The most pervading phase of Australian character is its irresponsibility. If this is not a vice in itself, it is the parent of a great many vices. The term by which it is usually designated is lack of principle, or of moral sense. The average Englishman may be innocent of much outward profession of virtue, or, for that matter, of any definite, cut-and-dried standard of beliefs. He may be a very long way from the ideal of the just man made perfect. But very often he is discovered to possess something that may be neither creed nor conscience, but that is more potent than either. It is more than a fear of the law. It is more than regard for the opinion of others.

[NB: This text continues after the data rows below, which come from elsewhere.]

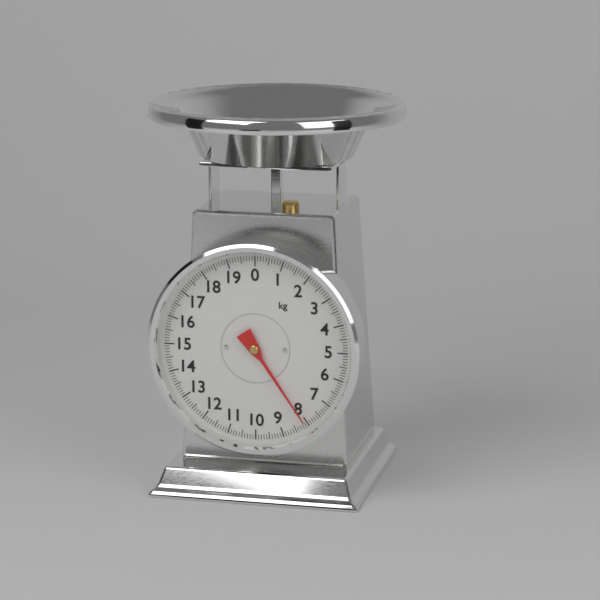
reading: 8.1 kg
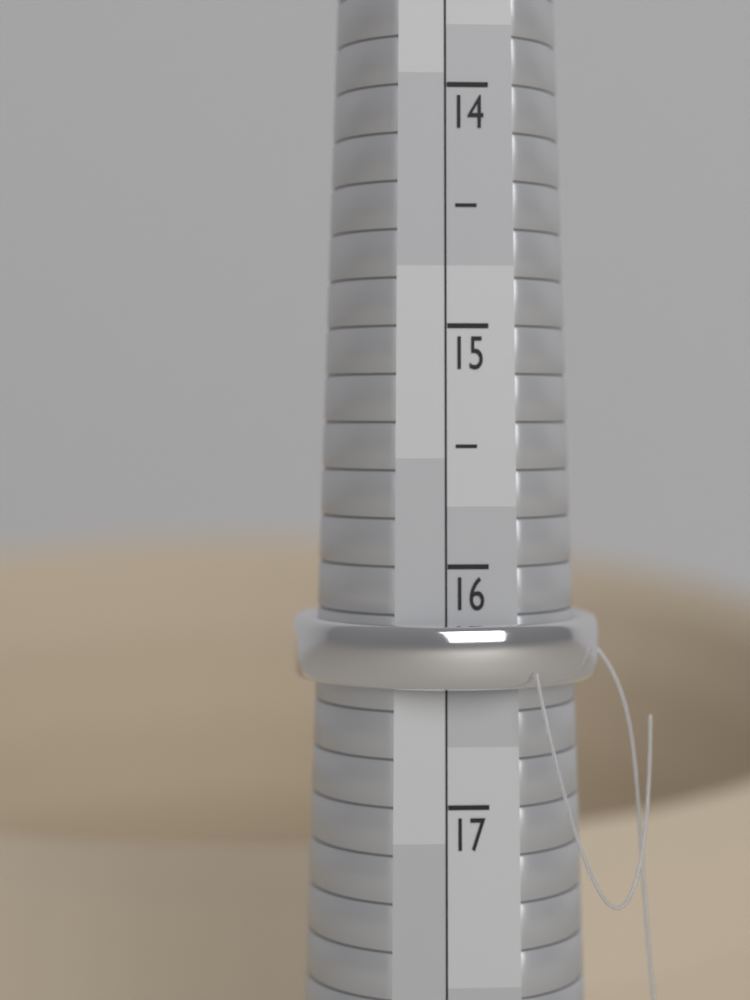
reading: 16.5 (no unit)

It is more, even, than sense of shame. It is the inner something—accumulated instinct, if you will—that makes a man prefer, when the pinch comes, to do the honourable thing. At the very least, and at the very worst, it makes him silent as to his vices, and conscious of the fact that they are not virtues. But the Australian is beginning to run into a different mould. It is the commonest occurrence in the world to find him talking and boasting, jesting and laughing, over that about which he should be most inexorably dumb. Of his successes with women, of his breakages of the seventh commandment, of his nights at bridge or in a public-house, of his supposed power of cajoling man, woman, or child—and more especially woman—he will talk as long and as often as he can get an audience to listen to him. The larger the audience the better he is pleased. It is an unfortunate tendency of the people, and the fact that there are conspicuous exceptions to the rule just laid down does not make the tendency any less noticeable or less unfortunate.